There is no excuse for criminal violence and those that have committed criminal acts should suffer the full force of the law. This includes punishment and that punishment could well include a spell in prison or a youth detention centre.  While this is necessary, someone has to pay for it. Prisons are expensive and inevitably it is the tax payer who pays to maintain them.  The financial cost associated with crime by the underclass is not borne by those who commit the crime but by individuals and businesses who are victims of the crime, through taxation, loss of business, increased security costs and higher insurance premiums.

We do not live in a libertarian society.  No judge in the UK would provide an option to an impecunious criminal that he sells his bodily organs or enters a gladiatorial combat broadcast on pay-television to generate cash to provide retribution to his victims, suggestions put forward as possibilities by JC Lester then of the Centre for Practical Philosophy at Middlesex University. Nor are prisoners profitable. We do not have chain gangs in the UK where prisoners are forced to work and could pay financial retribution via that method.  We have to accept that the costs associated with prisons are borne by the tax payer. If government spending can be reduced then it is possible that tax rates can be cut.

Crime prevention is important. If crime is reduced and the cost associated with so doing is less than the cost associated with the crime then it seems to me a financially sensible option.  These costs can be minimal in time and effort such as closing the front door of a house when leaving for a holiday to those measures that are more costly but still cost efficient – an example might be placing additional locks on doors and windows and installing a safe for valuables to reduce insurance premiums. A different method of reducing crime is deploying more police officers on the streets. This, in itself, is expensive, but it might be deemed better for society than having fewer police officers and more crime. A young person may be less inclined to rob an old lady on a high street if 25 yards away is a police officer.

There is another method of crime prevention and that is via education – showing people that there is an alternative to a life of crime and that obtaining a new pair of trainers via theft is dishonourable. Such methods of prevention have been used by the government in funding organisations such as Quilliam, a counter-extremist think tank where speakers from that organisation discuss Islamic radicalisation in schools and hopefully prevent young Muslims being radicalised so far that they end up in a terrorist cell. We cannot know for certain whether some of those that Quilliam speak to in schools would end up blowing up a carriage on a tube train if they were not spoken to, but a tax payer may look at Quilliam and view it to be a beneficial project for government spending.

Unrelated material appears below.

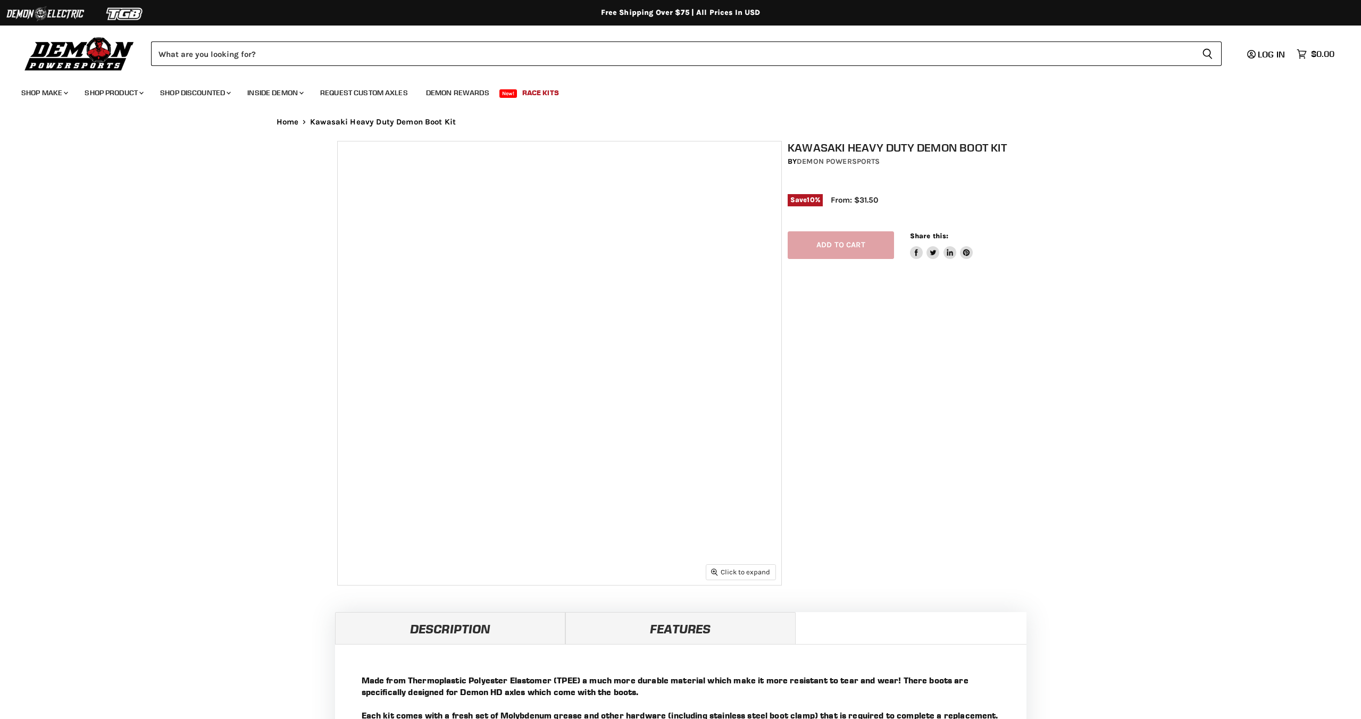 Image resolution: width=1361 pixels, height=719 pixels. I want to click on span: Click to expand, so click(740, 572).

On July 29, prior to the commencement of the recent bout of riots that have spread through London, the Guardian published an article by Alexandra Topping with an associated video. The article was published subsequent to Haringey Council closing down eight of its 13 youth clubs. Chavez Campbell is a young person who was interviewed for the video. He commented, “When youth clubs get shut down it cuts kids roots off and links. They don’t have anywhere to go.”  The final message that he provided was “There’ll be riots.” While it is not 100 percent clear that Campbell was referring to the closure of the youth clubs when suggesting that there would be riots, it is certainly implied in the video.

It might well be possible that youth clubs are effective in reducing the amount of young people who would otherwise turn to crime. If this is the case then it could well follow that as well as providing facilities for young people to use, the net cost to the taxpayer is lower by keeping youth clubs open than if they are closed. It is a matter that should be considered.